Forum Moderators: phranque
But for those of you who do it all... alone: (designing, coding, SEO, content, marketing, advertising, maintenance, crying, rejoicing, hosting, troubleshooting, etc) ...
What are your best and worst attributes.
For me:
Best: Designing. I always look forward to mapping out designs and color schemes.
Worst: Content (I get the web version of, "writer's block" from time to time!)
Worst: Doing the accounting (tedious but necessary) and dealing with bad customers (annoying but necessary)
Best: raw HTML, CSS, PHP, writing and authoring
Worse: Hosting responsebility and Social contacts
Becoming better: Javascript / DHTML
Most intrest: Weird website psychologie.. huh?!;)
Im looking forward to give my hosting out to a specialized company to focus only on content and site building.

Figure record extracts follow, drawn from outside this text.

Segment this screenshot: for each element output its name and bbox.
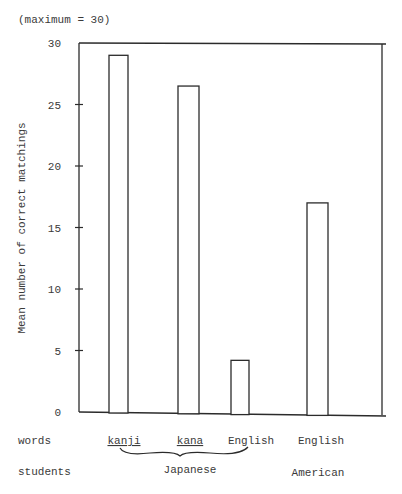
bar-chart: (maximum = 30) 051015202530 Mean number … bbox=[0, 0, 402, 494]
category-label-english: English bbox=[228, 435, 274, 447]
bar-english-2 bbox=[231, 360, 249, 414]
y-tick-label: 0 bbox=[54, 407, 61, 419]
group-label-american: American bbox=[292, 467, 345, 479]
y-axis-label: Mean number of correct matchings bbox=[16, 122, 28, 333]
category-label-kanji: kanji bbox=[107, 435, 140, 447]
group-labels: JapaneseAmerican bbox=[164, 464, 345, 479]
bar-kana-1 bbox=[178, 86, 199, 414]
japanese-group-brace bbox=[120, 447, 248, 456]
row-label-students: students bbox=[18, 466, 71, 478]
bars bbox=[109, 55, 328, 415]
y-ticks: 051015202530 bbox=[48, 38, 83, 419]
y-tick-label: 30 bbox=[48, 38, 61, 50]
category-label-kana: kana bbox=[177, 435, 204, 447]
bar-kanji-0 bbox=[109, 55, 128, 413]
bar-english-3 bbox=[307, 203, 328, 416]
maximum-annotation: (maximum = 30) bbox=[18, 14, 110, 26]
y-tick-label: 20 bbox=[48, 161, 61, 173]
category-labels: kanjikanaEnglishEnglish bbox=[107, 435, 344, 447]
y-tick-label: 10 bbox=[48, 284, 61, 296]
row-label-words: words bbox=[18, 435, 51, 447]
y-tick-label: 25 bbox=[48, 100, 61, 112]
group-label-japanese: Japanese bbox=[164, 464, 217, 476]
y-tick-label: 15 bbox=[48, 223, 61, 235]
y-tick-label: 5 bbox=[54, 346, 61, 358]
category-label-english: English bbox=[298, 435, 344, 447]
frame-top bbox=[79, 43, 386, 44]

For Celgins, dont stop writing; never! It will be better and better i think. For me: i like creating little rhyms when i am on my bike or something.. become a master in your language and you could connect almost every word to create a nice story!
Sorry for my english.. im a (crazy) flying dutch man
ps. whats 'rejoicing'?
[edited by: r3nz0 at 6:18 am (utc) on Mar. 28, 2006]

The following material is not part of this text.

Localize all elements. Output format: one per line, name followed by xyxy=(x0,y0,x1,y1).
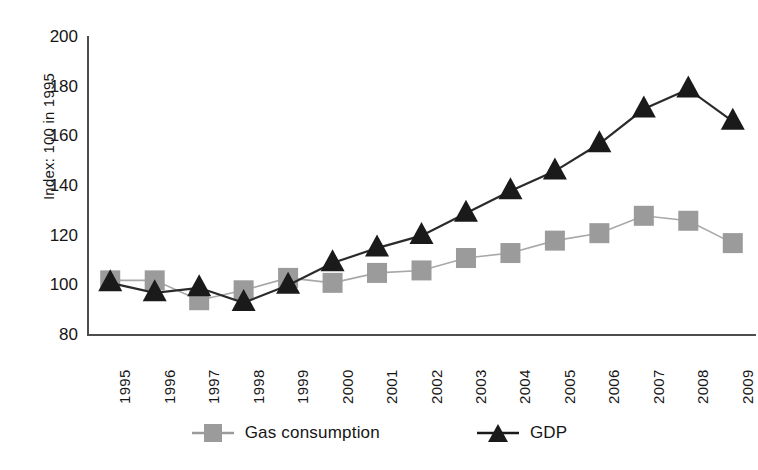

I write content that is very similar to what I used to be paid to do as an employee so I have relevant expertise, experience and qualifications.
I am just not good at marketing. I can handle basic SEO, but I really have to forcemyself to get other aspects of marketing (link generation etc.) done.
I often go to bed with a problem on my mind and wake up and immediately have the solution. Amazing!)
Geez... I thought I was the only one who did that! :)
whats 'rejoicing'?
r3nz0... I won't stop writing, but I hope it gets easier! BTW, rejoicing is to feel joyful, or be delighted. Although a lot of us probably think we have more "crying" days than "rejoicing" days!
zCat
coding, particularly high-performance database backed interactive sites
One of my favs as well, but I'm starting a site now where I'm taking hardcore SEO into consideration. As a result, I'm trying to use more static pages and not so many database queries (mostly querystrings)
One of my favs as well, but I'm starting a site now where I'm taking hardcore SEO into consideration. As a result, I'm trying to use more static pages and not so many database queries (mostly querystrings)
Oddly enough, SEO and database driven sites are not incompatible, it's just a matter of dressing up the URLs. And making sure the page is delivered quickly enough that - for the recipient - there's no noticeable difference between it and a purely static page.